In Liz We Truss

IdleRich

IdleRich
It's complete chaos, sounds like they were literally manhandling the MPs in the lobby to force them to vote No on the fracking debate.
 

version

Well-known member
Incredible how much damage indulging the Eurosceptics has done to both the party and the country. None of this happens without Brexit.
 

IdleRich

IdleRich
Incredible how much damage indulging the Eurosceptics has done to both the party and the country. None of this happens without Brexit.
Yep. All this and a whole load more has its roots in brexit... which of course had its roots in other stuff fair enough, but it brought all this ugliness to the front and caused all these divisions and confrontations and the damage that came from that. Oh and it fucked the country economically and took away our rights.
 

IdleRich

IdleRich
There are 40 MPs who didn't vote with the government on the fracking bill which either was or wasn't a vote of confidence in the government. Those who didn't include.... Boris Johnson (who was on holiday believe it or not) and... Liz Truss? What the fuck is going on?
 

Slothrop

Tight but Polite
Incredible how much damage indulging the Eurosceptics has done to both the party and the country. None of this happens without Brexit.

Yeah - or at least without the point where it became an article of faith that Brexit was all about some sort of absolute sovereignty and hence that any Brexit that wasn't hard as fuck wasn't worthy of the name or reflective of The Will Of The People. From then on we'd got a ruling party that essentially selected for people who were either completely disconnected from reality or didn't give a fuck about the consequences of their actions at every level from the leader to the membership, with predictable results.

Counterfactual exercise - can we imagine a world where someone had managed to build a post-referendum consensus in favour of some sort of softer Brexit? Where the whole thing had more-or-less worked with plausibly deniable downsides, the Tory party had mostly got over its internal differences and hadn't swerved to the right, and we we'd now be stuck with them in power pretty much forever? Or was the descent into madness part and parcel of any Brexit campaign that could get it over the line?
 

Mr. Tea

Let's Talk About Ceps
Yeah - or at least without the point where it became an article of faith that Brexit was all about some sort of absolute sovereignty and hence that any Brexit that wasn't hard as fuck wasn't worthy of the name or reflective of The Will Of The People. From then on we'd got a ruling party that essentially selected for people who were either completely disconnected from reality or didn't give a fuck about the consequences of their actions at every level from the leader to the membership, with predictable results.

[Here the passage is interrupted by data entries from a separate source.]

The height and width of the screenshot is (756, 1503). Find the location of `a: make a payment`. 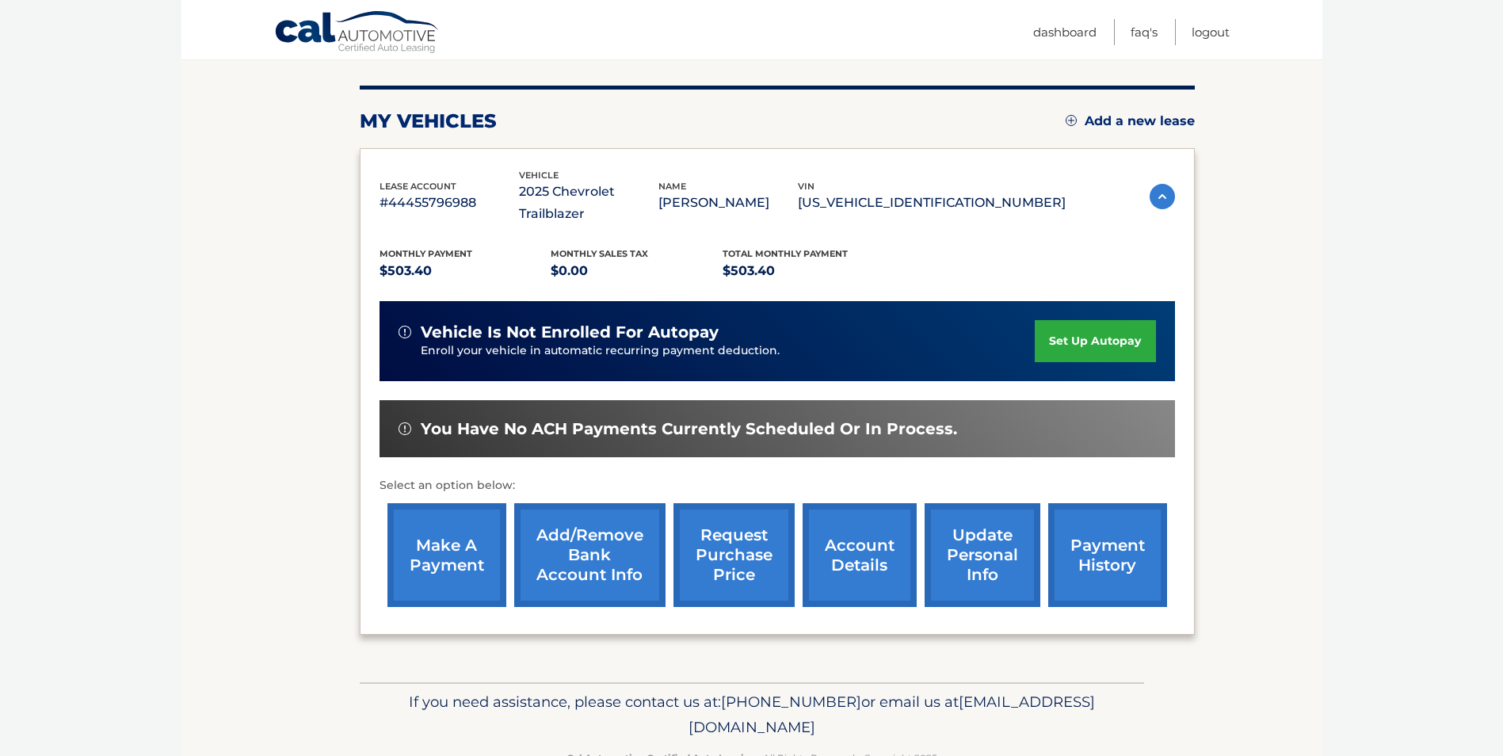

a: make a payment is located at coordinates (447, 554).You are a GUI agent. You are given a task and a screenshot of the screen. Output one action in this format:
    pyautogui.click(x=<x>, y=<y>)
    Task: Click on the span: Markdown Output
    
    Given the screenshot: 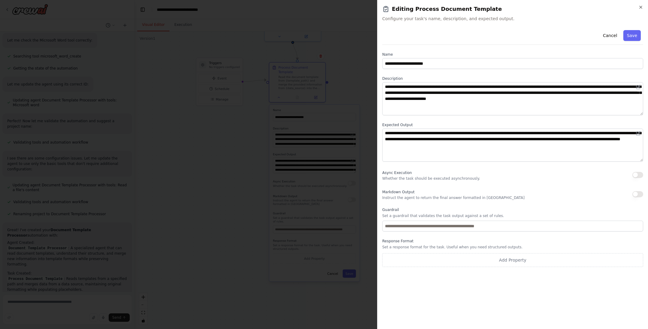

Counterfactual exercise - can we imagine a world where someone had managed to build a post-referendum consensus in favour of some sort of softer Brexit? Where the whole thing had more-or-less worked with plausibly deniable downsides, the Tory party had mostly got over its internal differences and hadn't swerved to the right, and we we'd now be stuck with them in power pretty much forever? Or was the descent into madness part and parcel of any Brexit campaign that could get it over the line?
You've missed a third type of pro-Brexit Tory: those who've actively and personally benefited from the economic chaos, tanking pound, deregulation, etc.

In answer to your question, I think a soft Brexit (namely, staying in the CU/SM, like Norway/Switzerland) would have avoided the economic and logistical problems, so you or I would have gone on living our lives without noticing shortages, big price hikes, massive passport queues etc.

But this solution was always going to be a fantasy, because your Bakers, Ress-Moggs etc. that I mentioned above wouldn't have got the result they wanted, while your rank-and-file Leave voters could claim - quite reasonably, actually - that the UK would have less sovereignty, not more, since we'd then have to abide by EU laws we have no say in.
 

Mr. Tea

Let's Talk About Ceps
Having said that, the idea that Brexit is all about 'sovereignty' (which is the answer you invariably get if you challenge a Leaver to name a Brexit benefit, since it's inarguably made anyone who isn't already a millionaire worse off) is pretty ahistorical, since the most common reason people gave for voting Leave when asked about it at the time was to reduce immigration. And the reduction in immigration from the EU since 2016 has been roughly cancelled out by an increase in immigration from outside the EU, which on balance is less beneficial to the country, since non-EU immigrants on average are less skilled and earn less than those from the EU.